Chunking CPU Work with setImmediate Keeps the Event Loop Breathing
Sync vs Async Performance
Synchronous work blocks the event loop no matter how many Promises you wrap it in — learn when async genuinely helps, when it only adds overhead, and how to chunk large algorithms with setImmediate.
What you'll learn
- Explain why wrapping sync work in a Promise does not unblock the event loop
- Chunk a long-running sort into cooperative pieces using setImmediate
- Know the scenarios where true async (I/O, worker threads) actually helps latency
Wrapping a slow algorithm in async function or Promise does not make it
non-blocking. Async syntax only changes when the function is called relative
to the microtask queue — the CPU work inside still runs synchronously on the
same thread. This lesson draws a clear line between async that helps and async
that is just decoration.
The Promise Wrapper Myth
// This does NOT unblock the event loop — the loop is stuck inside the Promise
async function slowSort(arr) {
arr.sort((a, b) => a - b); // still synchronous
return arr;
}
await slowSort(hugeArray); // await just defers calling, CPU is still hogged The await before the call yields to the microtask queue for one tick, then
immediately resumes. All the CPU time for the sort runs in that resumed
microtask — the poll phase never gets a look in.
When Async Actually Helps
Async is a genuine win only when the work is off-thread:
| Situation | Blocking? | Fix |
|---|---|---|
fs.readFileSync | Yes | Use fs.promises.readFile |
| Database query (sync driver) | Yes | Use async driver |
| CPU-bound sort in main thread | Yes | Worker thread or chunking |
fetch / network call | No (awaits kernel) | Already non-blocking |
setTimeout(fn, 0) | No | Yields to timer phase |
Chunking with setImmediate
setImmediate fires in the check phase, after the poll phase has had a
chance to grab waiting I/O. Yielding to it between chunks of work lets the loop
breathe.
/**
* Process a large array in chunks of `size` items.
* Between each chunk the event loop can service pending I/O.
*/
function processInChunks(items, size, processFn) {
return new Promise((resolve) => {
let i = 0;
function next() {
const end = Math.min(i + size, items.length);
while (i < end) {
processFn(items[i]);
i++;
}
if (i < items.length) {
setImmediate(next); // yield to the event loop, then continue
} else {
resolve();
}
}
next();
});
}
// Example: sum 2 million numbers without blocking
const data = Array.from({ length: 2_000_000 }, (_, k) => k);
let total = 0;
await processInChunks(data, 50_000, (n) => { total += n; });
console.log(total); Chunk size is a tuning knob: larger chunks mean less overhead but longer individual blocks; smaller chunks keep latency low but add more setImmediate round-trips.
When Chunking Adds Overhead Without Benefit
Chunking is not free — each setImmediate call has a small cost. Avoid it
when the work is already fast:
- Sorting 1 000 items takes under 1 ms; no chunking needed.
- A single pass over a 10-item array is negligible.
- Internal batch jobs with no latency requirement can run sync.
Reserve chunking (or worker threads, covered next) for operations that measurably block the loop under real load.
Up Next
When chunking still is not fast enough, move CPU-bound work entirely off the main thread with worker threads.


**PROBLEM**: Return the lines from the one containing "List all visible" to the end of the material, both end lines included, exactly and with nothing else.

*** RECORDS ***

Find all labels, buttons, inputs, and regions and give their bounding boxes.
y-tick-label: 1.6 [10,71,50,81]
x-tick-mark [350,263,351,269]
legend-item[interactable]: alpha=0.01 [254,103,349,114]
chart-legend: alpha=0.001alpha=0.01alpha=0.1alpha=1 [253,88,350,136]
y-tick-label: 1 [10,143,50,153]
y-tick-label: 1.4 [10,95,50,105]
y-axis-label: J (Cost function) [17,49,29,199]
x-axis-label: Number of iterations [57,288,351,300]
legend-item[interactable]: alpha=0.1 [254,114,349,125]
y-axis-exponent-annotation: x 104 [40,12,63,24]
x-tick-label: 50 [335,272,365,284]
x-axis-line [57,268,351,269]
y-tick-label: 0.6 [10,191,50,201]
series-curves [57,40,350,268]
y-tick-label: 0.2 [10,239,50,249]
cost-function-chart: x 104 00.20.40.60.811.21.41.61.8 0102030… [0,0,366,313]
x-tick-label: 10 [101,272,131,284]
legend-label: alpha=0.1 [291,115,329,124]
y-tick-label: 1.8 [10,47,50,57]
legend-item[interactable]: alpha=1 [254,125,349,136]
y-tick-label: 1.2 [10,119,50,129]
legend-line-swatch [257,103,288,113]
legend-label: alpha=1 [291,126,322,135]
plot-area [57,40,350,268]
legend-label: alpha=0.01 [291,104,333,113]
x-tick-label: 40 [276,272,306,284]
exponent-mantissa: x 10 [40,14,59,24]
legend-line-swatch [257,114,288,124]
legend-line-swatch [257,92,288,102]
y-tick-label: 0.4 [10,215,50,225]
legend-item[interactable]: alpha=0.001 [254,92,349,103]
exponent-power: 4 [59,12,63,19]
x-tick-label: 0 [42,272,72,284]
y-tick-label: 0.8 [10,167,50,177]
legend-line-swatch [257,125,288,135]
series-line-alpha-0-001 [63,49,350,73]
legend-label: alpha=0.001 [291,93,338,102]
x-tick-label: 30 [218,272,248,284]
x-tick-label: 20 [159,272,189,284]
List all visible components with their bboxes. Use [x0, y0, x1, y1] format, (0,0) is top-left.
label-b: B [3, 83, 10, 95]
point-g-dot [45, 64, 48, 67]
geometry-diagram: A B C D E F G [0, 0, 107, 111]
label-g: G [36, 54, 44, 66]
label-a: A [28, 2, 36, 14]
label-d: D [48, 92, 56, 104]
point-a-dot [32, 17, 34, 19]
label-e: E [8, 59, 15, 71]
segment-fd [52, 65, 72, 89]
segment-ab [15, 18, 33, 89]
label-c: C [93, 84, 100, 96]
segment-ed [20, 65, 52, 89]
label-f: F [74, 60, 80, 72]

***

**OUTPUT FOR THIS EXERCISE**:
List all visible components with their bboxes. Use [x0, y0, x1, y1] format, (0,0) is top-left.
label-b: B [3, 83, 10, 95]
point-g-dot [45, 64, 48, 67]
geometry-diagram: A B C D E F G [0, 0, 107, 111]
label-g: G [36, 54, 44, 66]
label-a: A [28, 2, 36, 14]
label-d: D [48, 92, 56, 104]
point-a-dot [32, 17, 34, 19]
label-e: E [8, 59, 15, 71]
segment-fd [52, 65, 72, 89]
segment-ab [15, 18, 33, 89]
label-c: C [93, 84, 100, 96]
segment-ed [20, 65, 52, 89]
label-f: F [74, 60, 80, 72]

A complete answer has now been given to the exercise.